I can only assume that they are not allowed to, due to copyright imposed by the journals.
This is probably true. Whenever I have published articles (I am a mathematician), I have been asked to sign some long agreement which I only skimmed. We have some rights to publish and distribute our work... but not unlimited... something complicated...
In practice, I just put copies of all of my papers on my website where anyone can download them. I have many colleagues who do the same, and many colleagues who are more scrupulous about following the journals' rules. In any case, I don't know of any scholars who have gotten into trouble for distributing their own work.
I work for a university computing service and we sometimes have to deal with copyright takedown demands from academic publishers aimed at the websites of the authors of the papers. It's a disgraceful situation.
Credibility. Reading a mathematical paper takes a huge amount of effort, and people won't go through that unless there is a high chance to believe the paper is good/correct. Usually this is determined by 1) The author is famous 2) The journal is respected.

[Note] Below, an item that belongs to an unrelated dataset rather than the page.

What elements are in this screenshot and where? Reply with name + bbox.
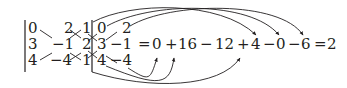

This is the same basic problem self-published novels face. There are probably some very good self-published novels, but without someone whose opinion I should trust verifying that they're good, I'm unlikely to a) find out about them and b) if I do find out, read them and decide for myself.
A lot of novels that I turn out to like enormously don't have first chapters that immediately speak to their greatness. But most of the novels I read, I read because an interesting review caught my attention, I've read the writer before, or the book has been recommended by someone who I trust. The first two in my preceding list roughly map to author fame and journal respect.
The ArXiv includes a link to the actual (usually gated) journal article. And the text of that link is the journal name and citation.
My question isn't "why do people submit to journals?" it's "why post the actual PDF from the journal on your webpage (thereby taking a slight risk of getting in trouble) rather than just linking to the ArXiv version?".
To answer your actual question, I personally do it because I almost wish the journals would do something nasty to me. Then, I would tell everyone I meet at every conference about that for the next few years and would hasten the decline of the current status-quo.
You should read all legal contracts you enter into. Remember that you can edit a contract, strike out parts, etc. You should get the other party to sign off on it aswell. You could edit the contract to allow you to put your paper on your website. Problem solved.
This is probably true. Whenever I have published articles (I am a mathematician), I have been asked to sign some long agreement which I only skimmed. We have some rights to publish and distribute our work... but not unlimited... something complicated...
In practice, I just put copies of all of my papers on my website where anyone can download them. I have many colleagues who do the same, and many colleagues who are more scrupulous about following the journals' rules. In any case, I don't know of any scholars who have gotten into trouble for distributing their own work.